Why do I need a recompiled page when a method used by it changes?

ⅰ亾dé卋堺 提交于 2019-12-04 06:26:57

问题


I have an aspx page that used a method in a class in the App Code folder, doSomething(int[] x). I changed the function definition to use an IEnumerable instead of an array: doSomething(IEnumerable<int> x). Next, I precompiled the web site, using "allow web site to be updatable", and published the new App_Code.dll. Now, the precompiled version of the page gives a Server error at runtime: "Method not found".
If I also publish the DLL generated for the page, "App_Web_[page].aspx.[random].dll", it works. So it appears the signature of the function is embedded in the compiled page somehow…? Why is this, and is there a way to avoid this problem when changing existing code?
I'd hate updating all my page DLLs whenever I change code in my common classes.


回答1:


When a page is compiled it looks at all the method signatures and essentially locks them down. If you change the signature of a method being called, then the page will not be able to locate it until it is recompiled.

For example let's say you have a class like

public class Dog {
  public void Walk(Int32 distance) {
    /// blah blah
  }
}

and you call this in a page code behind:

protected void MyButtonClick(....) {
  Dog d = new Dog();
  d.Walk(3000);
}

When this compiles down the page will expect a walk method with an Int32 signature.

Now, let's say we change the walk method in the Dog class to:

public void Walk(Int16 distance) {
  // blah blah
}

(yes, stupid change but it highlights the issue). At this point the page will not be able to locate a Walk method that takes an Int32 parameter and so will blow up as it should.


It may seem nice to just deploy the one assembly you think you need, but the fact of the matter is there could be any number of changes that occurred in the code so this is a seriously bad practice.

It is much better to make sure the entire project is consistent. Even larger websites don't take that long to deploy.

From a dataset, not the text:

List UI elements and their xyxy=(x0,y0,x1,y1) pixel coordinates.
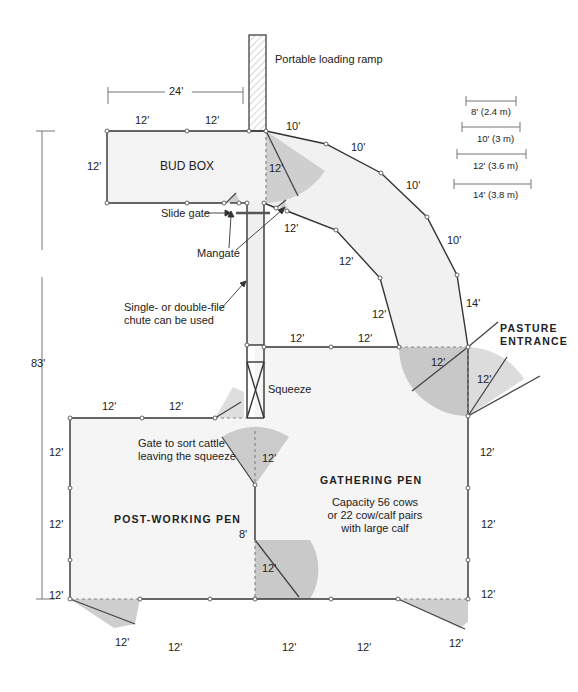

Of course,I think that using web site projects are bad practice in and of themselves anyway. Deploying uncompiled code to the server (really bad), VS searching your drive to update references in the project even when you have explicitly told it which assembly to use (usually unexpected, never good), having all the main code in a common app_code folder (limiting), etc. I could go on and on here...




回答2:


If it's a web application then you need to recompile everytime you change server side code - does not matter if it's in a separate assembly or in a App_Code folder of your web app.

Only website (not web application) allows you to change code without recompiling.




回答3:


You need to recompile because your page was published and output to a dll in the bin folder. This dll is looking for a method with a signature of:

doSomething(int[])

And it isn't there any more. When you publish, update everything, every time.


I believe the 'updatable' flag permits you to update your aspx code (i.e. the markup), but the codebehind files will have been compiled away.




回答4:


The following kinds of changes may cause run-time exceptions:
Changing the signature of a method, or the type of a property. If the affected member is referenced by an already-compiled page, an exception will be thrown. Some signature changes would not cause compile or run-time errors if the whole site is recompiled. For example, the code Response.Write(ClassA.MethodA() in an .aspx page will compile and run fine whether MethodA returns an int or a short. But if the .aspx page is already compiled and you change the return type of MethodA from int to short without recompiling, a runtime exception will be thrown because the compiled code expects the int signature.